From the black dresses and the activists on the arm of influential women to the sheer dominance #MeToo and #TimesUp wielded over the entire night’s conversation, the Golden Globes were—as far as a frivolous awards ceremony goes—a stirring milestone on the road to gender equality in Hollywood, and—as television goes—one of the more compelling telecasts in recent memory. But let’s face it: Besides Oprah, the women given air time to discuss the issues at hand were exclusively white women, performers in series focused on the problems of privilege (Big Little Lies, The Marvelous Mrs. Maisel) or series that struggled to account for the complications of race (The Handmaid’s Tale, also The Marvelous Mrs. Maisel). Until Hollywood—including its awards bodies—follows Oprah’s lead and consistently highlights the stories and struggles of women of color, whatever victory last night’s Golden Globes represented will remain a partial one.

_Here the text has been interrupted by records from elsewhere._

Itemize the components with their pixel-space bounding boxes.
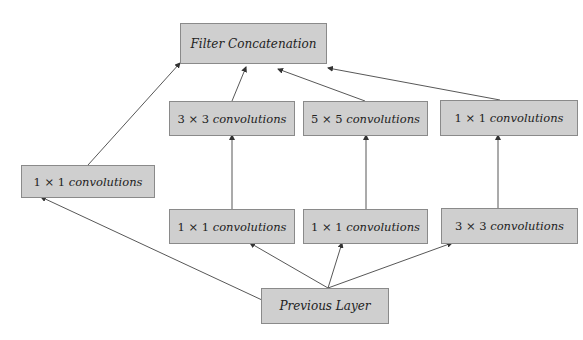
kernel-size: 3 × 3 — [177, 112, 209, 126]
conv-label: convolutions — [490, 219, 564, 233]
filter-concatenation-box: Filter Concatenation — [180, 23, 327, 64]
pool-projection-1x1-box: 1 × 1 convolutions — [21, 165, 155, 198]
arrow-1x1-to-concat — [328, 68, 500, 100]
conv-label: convolutions — [346, 220, 420, 234]
arrow-prev-to-reduce-b — [328, 243, 342, 288]
kernel-size: 1 × 1 — [454, 111, 486, 125]
reduce-1x1-a-box: 1 × 1 convolutions — [169, 209, 295, 244]
arrow-left-1x1-to-concat — [88, 63, 180, 165]
previous-layer-box: Previous Layer — [261, 288, 389, 324]
kernel-size: 1 × 1 — [311, 220, 343, 234]
conv-3x3-box: 3 × 3 convolutions — [169, 101, 295, 136]
conv-label: convolutions — [213, 112, 287, 126]
kernel-size: 1 × 1 — [33, 175, 65, 189]
reduce-1x1-b-box: 1 × 1 convolutions — [303, 209, 428, 244]
conv-label: convolutions — [213, 220, 287, 234]
previous-layer-label: Previous Layer — [279, 299, 370, 313]
pool-3x3-box: 3 × 3 convolutions — [441, 208, 578, 244]
conv-label: convolutions — [490, 111, 564, 125]
arrow-prev-to-reduce-a — [250, 243, 328, 288]
inception-diagram: Filter Concatenation 1 × 1 convolutions … — [0, 0, 583, 340]
conv-1x1-top-box: 1 × 1 convolutions — [440, 100, 578, 136]
kernel-size: 3 × 3 — [455, 219, 487, 233]
arrow-5x5-to-concat — [278, 69, 365, 101]
kernel-size: 5 × 5 — [311, 112, 343, 126]
conv-5x5-box: 5 × 5 convolutions — [303, 101, 428, 136]
kernel-size: 1 × 1 — [177, 220, 209, 234]
arrow-prev-to-pool — [328, 243, 452, 288]
filter-concatenation-label: Filter Concatenation — [191, 37, 317, 51]
conv-label: convolutions — [69, 175, 143, 189]
conv-label: convolutions — [346, 112, 420, 126]
arrow-3x3-to-concat — [232, 67, 246, 101]
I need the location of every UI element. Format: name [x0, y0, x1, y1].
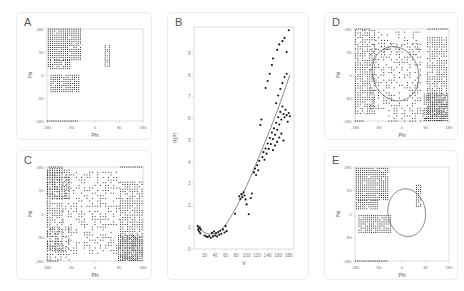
svg-text:-90: -90 — [375, 125, 382, 130]
svg-text:6: 6 — [188, 116, 191, 121]
svg-text:2: 2 — [188, 203, 191, 208]
panel-e-plot: -180-90090180-180-90090180PhiPsi — [325, 151, 457, 279]
svg-text:-180: -180 — [343, 119, 352, 124]
scatter-points — [47, 167, 142, 262]
svg-text:Phi: Phi — [398, 132, 405, 138]
panel-e: E -180-90090180-180-90090180PhiPsi — [324, 150, 458, 280]
svg-text:180: 180 — [446, 265, 454, 270]
svg-text:90: 90 — [423, 265, 428, 270]
figure-container: A -180-90090180-180-90090180PhiPsi B 204… — [0, 0, 464, 291]
svg-text:80: 80 — [234, 253, 240, 258]
svg-text:Psi: Psi — [335, 211, 341, 218]
svg-text:9: 9 — [188, 51, 191, 56]
svg-text:8: 8 — [188, 73, 191, 78]
svg-text:180: 180 — [446, 125, 454, 130]
svg-text:160: 160 — [274, 253, 282, 258]
svg-text:90: 90 — [347, 188, 352, 193]
svg-text:60: 60 — [223, 253, 229, 258]
svg-text:-180: -180 — [351, 125, 360, 130]
svg-text:90: 90 — [117, 265, 122, 270]
svg-text:0: 0 — [94, 265, 97, 270]
svg-text:0: 0 — [401, 265, 404, 270]
panel-d-letter: D — [332, 16, 340, 28]
svg-text:Phi: Phi — [398, 272, 405, 278]
svg-text:-90: -90 — [37, 235, 44, 240]
panel-c-plot: -180-90090180-180-90090180PhiPsi — [17, 151, 151, 279]
panel-b: B 204060801001201401601800123456789VH(P) — [167, 12, 309, 280]
svg-text:-180: -180 — [43, 265, 52, 270]
svg-text:0: 0 — [94, 125, 97, 130]
svg-text:-180: -180 — [43, 125, 52, 130]
panel-d-plot: -180-90090180-180-90090180PhiPsi — [325, 13, 457, 139]
svg-text:Psi: Psi — [27, 72, 33, 79]
svg-text:Phi: Phi — [91, 132, 98, 138]
panel-c: C -180-90090180-180-90090180PhiPsi — [16, 150, 152, 280]
panel-b-letter: B — [175, 16, 182, 28]
svg-text:-90: -90 — [345, 96, 352, 101]
svg-text:180: 180 — [140, 265, 148, 270]
fit-curve — [198, 75, 290, 234]
svg-text:0: 0 — [349, 212, 352, 217]
panel-c-letter: C — [24, 154, 32, 166]
svg-text:0: 0 — [349, 73, 352, 78]
svg-text:4: 4 — [188, 160, 191, 165]
svg-text:180: 180 — [37, 165, 45, 170]
svg-text:-180: -180 — [351, 265, 360, 270]
svg-text:7: 7 — [188, 94, 191, 99]
svg-text:140: 140 — [264, 253, 272, 258]
svg-text:-180: -180 — [35, 259, 44, 264]
scatter-points — [197, 29, 291, 239]
svg-text:-90: -90 — [375, 265, 382, 270]
panel-d: D -180-90090180-180-90090180PhiPsi — [324, 12, 458, 140]
svg-text:100: 100 — [243, 253, 251, 258]
svg-text:-90: -90 — [37, 96, 44, 101]
panel-b-plot: 204060801001201401601800123456789VH(P) — [168, 13, 308, 279]
svg-text:180: 180 — [37, 27, 45, 32]
svg-text:-90: -90 — [68, 265, 75, 270]
svg-text:90: 90 — [117, 125, 122, 130]
svg-text:180: 180 — [345, 165, 353, 170]
svg-text:180: 180 — [285, 253, 293, 258]
svg-text:-180: -180 — [343, 259, 352, 264]
svg-text:V: V — [242, 260, 246, 266]
panel-e-letter: E — [332, 154, 339, 166]
panel-a: A -180-90090180-180-90090180PhiPsi — [16, 12, 152, 140]
svg-text:90: 90 — [347, 50, 352, 55]
svg-text:120: 120 — [253, 253, 261, 258]
svg-text:90: 90 — [39, 50, 44, 55]
svg-text:5: 5 — [188, 138, 191, 143]
svg-text:40: 40 — [212, 253, 218, 258]
svg-text:0: 0 — [188, 247, 191, 252]
svg-text:180: 180 — [345, 27, 353, 32]
svg-text:0: 0 — [41, 212, 44, 217]
svg-text:20: 20 — [202, 253, 208, 258]
svg-text:H(P): H(P) — [172, 133, 178, 144]
svg-text:1: 1 — [188, 225, 191, 230]
svg-text:-90: -90 — [68, 125, 75, 130]
scatter-points — [47, 29, 110, 122]
svg-text:Psi: Psi — [27, 211, 33, 218]
svg-text:180: 180 — [140, 125, 148, 130]
svg-text:90: 90 — [39, 188, 44, 193]
panel-a-plot: -180-90090180-180-90090180PhiPsi — [17, 13, 151, 139]
svg-text:0: 0 — [41, 73, 44, 78]
svg-text:3: 3 — [188, 181, 191, 186]
svg-text:0: 0 — [401, 125, 404, 130]
panel-a-letter: A — [24, 16, 31, 28]
svg-text:Phi: Phi — [91, 272, 98, 278]
svg-text:-90: -90 — [345, 235, 352, 240]
scatter-points — [355, 29, 448, 122]
contour-ellipse — [385, 186, 429, 239]
svg-text:-180: -180 — [35, 119, 44, 124]
svg-text:Psi: Psi — [335, 72, 341, 79]
svg-text:90: 90 — [423, 125, 428, 130]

Loser: Women of Color (Except Oprah)

The highlight of the night, for me, was seeing black-ish star Tracee Ellis Ross, wearing a gorgeous black turban atop her head, stand and applaud as Oprah worked up a head of steam—and then for camera to cast around the faces of other women of color, nominated and not nominated, beaming with pride at the evening’s clear zenith. Disappointing, then, that Insecure’s Issa Rae, Mudbound’s Mary J. Blige, The Shape of Water’s Octavia Spencer, and Downsizing’s Hong Chau should collectively come up empty when it came to competitive awards. On a night that lent white women the spotlight, it was shocking, but not surprising, to see women of color left largely on the sidelines, with Oprah emerging, as ever, as the exception that proved the rule. That’s not to begrudge Sterling K. Brown, Aziz Ansari, or Coco co-director Adrian Molina (sadly played off before he could add anything to co-director Lee Unkrich’s speech). It’s simply to say that, for all its sense of catharsis after a difficult year, the 2018 Golden Globes ultimately reminded me of a damning and oft-quoted statistic: 53% of white women voted for Trump.


Matt Brennan is the TV editor of Paste Magazine. He tweets about what he’s watching @thefilmgoer.